The Stroke and After Words

The innumerable cause of the just begun
And the body's willing hemispheres

- Jorie Graham, "Day"

for Ranita

There was no prophesying this.

Even in hindsight I am blind

to waiting associations, troubled

as they are. Shy to relinquish themselves to me—

The day before the stroke, the new moon arrived

on her back, a trivial splinter, a small sky wound

not to be worried. I unpacked boxes

of research books, sojourns into divination,

Muench's geography of gypsum. (If the snapdragons

weren't talking, neither was the tuberose, so I was left

unaware. A lurch in the loam of ignorance.

In the loam, I tell you.)

Pay attention.

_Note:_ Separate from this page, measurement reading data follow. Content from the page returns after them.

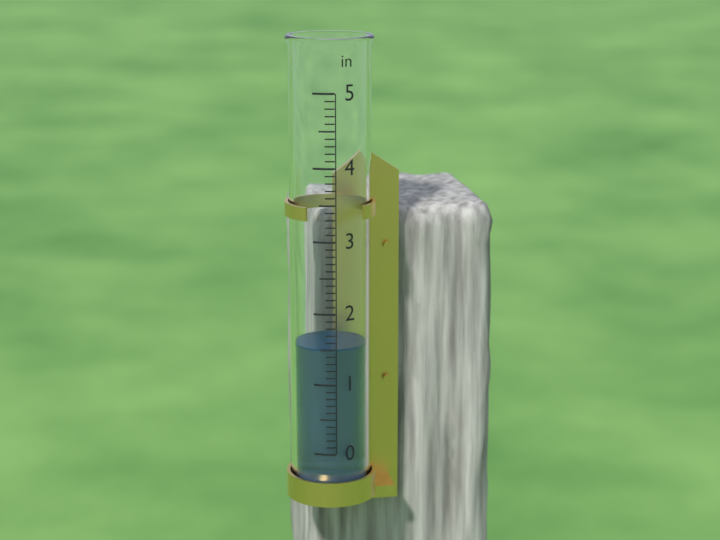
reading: 1.5 in
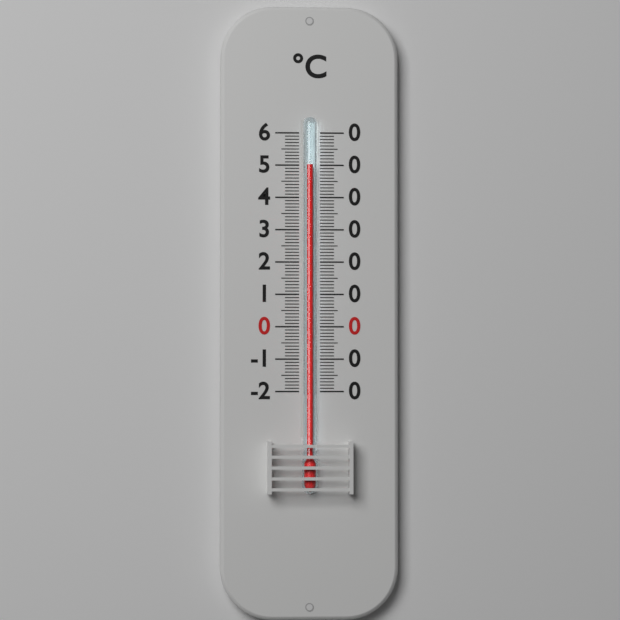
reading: 50 °C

Because I've been limping

beyond cause, cousin to resistance, I've learned

will is the body's own clamorous spectacle.

And nothing deters the inward stare—

or our bare reduction to hemispheres—a brain

no different than any other starving thing, saying

of blood, I am still reaching for it, though

it has already arrived.


Sappho's Last Dream

Give me children whose hair folds into night.

Give me nights with girl laughter, the whorl of fine fingertips in air.

Give me laughter sharp as lemon.

Give me lemon and leave me on the road.

Give me language I will not sing.

Give me song that slays the bird.

 No, do not give me song. Sad sparrow.

 I cannot learn that wing.

 I cannot love the wind.

 I cannot bear the sight—

  my body taking leave of earth, and night

  willingly folding into another woman's hair.